Kate continued walking the floor, her head focusing on the industrial carpet as she thought aloud. “He could have roofied their drinks, they passed out, he dragged them to their bedrooms…”
“But who’s he? Have we eliminated women for certain now?” Chainey asked.
“Fuck if I know who our killer is,” she said. “I used to think it was Matthews. But now it looks like Anderson Carson. But then again, we’ve got nothing on him right now. Nothing but a weak link—”
“But he’s also twenty-six years old,” Chainey interjected.
“Hate to break it to you,” Rosebud told Chainey, “but the fact that his age matches an anonymous tip from California and that he was home-schooled by a guy who got murdered isn’t enough for a warrant. You’d have to be running a lucky streak to get a judge to approve one on so little. Especially when he has an alibi for Thompson’s murder and for some of the latest ones. Plus his arm’s in a cast, making lifting and carrying a person upstairs nearly impossible—”
“Then again, we can’t assume the killer acted alone or that the victim hadn’t walked herself to her final location,” Kate said. “Plus there’s the bug… Anderson had easy access—”
“You said it yourself when we spoke to Fuller. Anyone could have placed it on Coffedy’s robe—”

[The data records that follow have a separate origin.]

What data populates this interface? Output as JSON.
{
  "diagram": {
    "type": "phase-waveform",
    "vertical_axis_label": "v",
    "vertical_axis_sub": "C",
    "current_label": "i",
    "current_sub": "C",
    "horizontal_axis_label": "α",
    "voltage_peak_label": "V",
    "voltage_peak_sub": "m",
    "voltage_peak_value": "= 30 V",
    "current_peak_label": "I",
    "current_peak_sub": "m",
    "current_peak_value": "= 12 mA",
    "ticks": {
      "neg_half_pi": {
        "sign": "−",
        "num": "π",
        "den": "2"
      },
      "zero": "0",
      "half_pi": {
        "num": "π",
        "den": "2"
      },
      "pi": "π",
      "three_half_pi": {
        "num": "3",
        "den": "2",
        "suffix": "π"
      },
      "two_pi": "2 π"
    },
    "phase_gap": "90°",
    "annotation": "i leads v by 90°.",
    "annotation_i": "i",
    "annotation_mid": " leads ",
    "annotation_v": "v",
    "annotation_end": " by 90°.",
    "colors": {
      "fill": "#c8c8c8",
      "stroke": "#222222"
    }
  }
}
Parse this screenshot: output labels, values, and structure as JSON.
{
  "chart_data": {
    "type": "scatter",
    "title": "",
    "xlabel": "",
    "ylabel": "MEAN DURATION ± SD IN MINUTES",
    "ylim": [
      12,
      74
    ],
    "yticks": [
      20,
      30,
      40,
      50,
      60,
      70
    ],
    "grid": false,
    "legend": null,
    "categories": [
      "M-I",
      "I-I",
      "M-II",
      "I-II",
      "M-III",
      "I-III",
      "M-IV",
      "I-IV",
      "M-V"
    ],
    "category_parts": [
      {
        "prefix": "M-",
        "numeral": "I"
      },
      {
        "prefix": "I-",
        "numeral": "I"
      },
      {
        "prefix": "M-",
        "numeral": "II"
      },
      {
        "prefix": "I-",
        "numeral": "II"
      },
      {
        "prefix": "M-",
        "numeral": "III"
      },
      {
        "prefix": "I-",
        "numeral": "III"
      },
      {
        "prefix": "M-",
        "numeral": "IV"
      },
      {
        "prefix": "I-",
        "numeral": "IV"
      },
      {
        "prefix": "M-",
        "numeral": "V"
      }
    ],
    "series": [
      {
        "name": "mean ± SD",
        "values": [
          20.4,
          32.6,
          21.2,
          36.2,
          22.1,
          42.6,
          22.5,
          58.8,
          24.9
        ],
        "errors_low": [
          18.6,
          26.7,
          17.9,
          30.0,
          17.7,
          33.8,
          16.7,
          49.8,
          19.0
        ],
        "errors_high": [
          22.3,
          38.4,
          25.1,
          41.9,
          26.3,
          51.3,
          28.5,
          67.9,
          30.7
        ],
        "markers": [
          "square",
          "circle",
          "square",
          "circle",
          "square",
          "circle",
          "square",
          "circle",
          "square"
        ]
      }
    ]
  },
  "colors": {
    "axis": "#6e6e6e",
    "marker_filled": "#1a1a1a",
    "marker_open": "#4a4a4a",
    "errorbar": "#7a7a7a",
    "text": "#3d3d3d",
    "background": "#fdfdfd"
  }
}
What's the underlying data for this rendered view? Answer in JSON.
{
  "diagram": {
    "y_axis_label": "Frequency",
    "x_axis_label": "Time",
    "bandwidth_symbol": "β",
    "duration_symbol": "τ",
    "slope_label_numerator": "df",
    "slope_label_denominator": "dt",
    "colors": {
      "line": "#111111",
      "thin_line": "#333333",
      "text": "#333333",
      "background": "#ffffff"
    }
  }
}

“It’s a robe, right? Coffedy lectured me when I called it that!”
“What did he call it?”
“An alb or something—”
“Guys! Enough!” Chainey said, putting an abrupt end to their tangent.
“Anyways,” Kate said, grateful that Chainey had stopped her. She was in no mental state to hold a straight-up conversation. “We don’t have enough right now. But let’s keep digging. I’ll look into Anderson. Rosebud, you look into his sister. Maybe she’s involved, somehow. Chainey, did the New Bedford detectives mention her?”
He shrugged. “Nope, but I didn’t ask either. There might be something in this file here.”
“Okay, fill me in on what else you learned about Thompson. One of the details has to mean something. We just have to find it.”